My mother took me out to lunch yesterday, and asked that I update the blog so a fish head isn't at the top anymore. Fair enough. I should write about My Sister's Kitchen soon, but will probably wait until I've had another meal there. For now - so much fish lately!
I had a package of Dover Sole filets from Trader Joe's, extremely thin and quick cooking - they take 3-4 minutes to pan-fry. Most of them I had with sides of pasta, and I'm going to blog about pasta soon, but they also made good sandwiches. This is two filets on a roll with baby kale, a little mayo, and Major Grey's chutney:
The thing about fish sandwiches is that you can use damn near anything you like as condiments and it'll work, which is a good way to keep things from getting repetitive. (Though as I write this, I am a little tired of fish and am glad to have made a batch of boiled peanut chili. Tomorrow is my weekly meat day, which will break up the monotony.)

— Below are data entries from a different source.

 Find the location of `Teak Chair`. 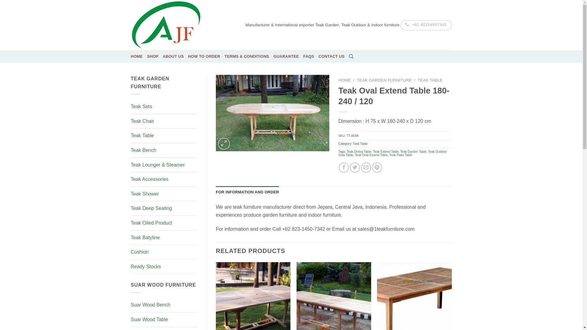

Teak Chair is located at coordinates (164, 121).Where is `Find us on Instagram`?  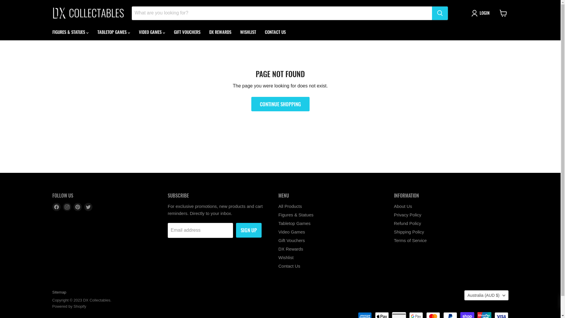 Find us on Instagram is located at coordinates (67, 207).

Today I had a Lenten brunch of belly lox, eggs, and cream cheese. The eggs were soft scrambled. To me, there are two distinct schools of scrambled eggs. If you want your eggs to mainly be a vehicle for ketchup or the like, hard-scrambled with onions and maybe some cheese is the way to go. You whisk them with a little milk, you add them to the pan, stir enough to keep them from being an omelette, and cook till they're getting dry.
But soft scrambled eggs are a whole nother thing, one many people would say is the only right way to make scrambled eggs - but like I said, for me, they're just two different dishes. These are very good soft scrambled eggs, but not perfect soft scrambled eggs - the curds are too large and too firm:
To make perfect soft scrambled eggs, after gently whisking the eggs together with a spoonful of cream cheese, a couple spoons of cream, a little coriander seed, and a little dill, you add them to melted butter in a pan that's warm but not hot, and you cook them slowly, while constantly stirring.
Don't think of soft scrambled eggs as undercooked eggs, which hard-scrambled fiends seem to. Think of them as a custard without sugar and very little cream. You constantly stir. You want soft, fluffy, smooth. At one extreme you have something almost like a hollandaise, almost more of a sauce. I like curds a little more developed than that, and not so soft that it looks like yellow Cream of Wheat.
But like I said, the eggs here, the curds are larger than I intended - the pan was hotter than I wanted it to be, and once they were in the pan, there wasn't much I could do - they cooked a little too fast even though I removed the pan from the heat.
Some chopped belly lox was added right at the end. Alongside, pumpernickel toast with cream cheese and another slice of belly lox. Over everything, fresh-ground long pepper.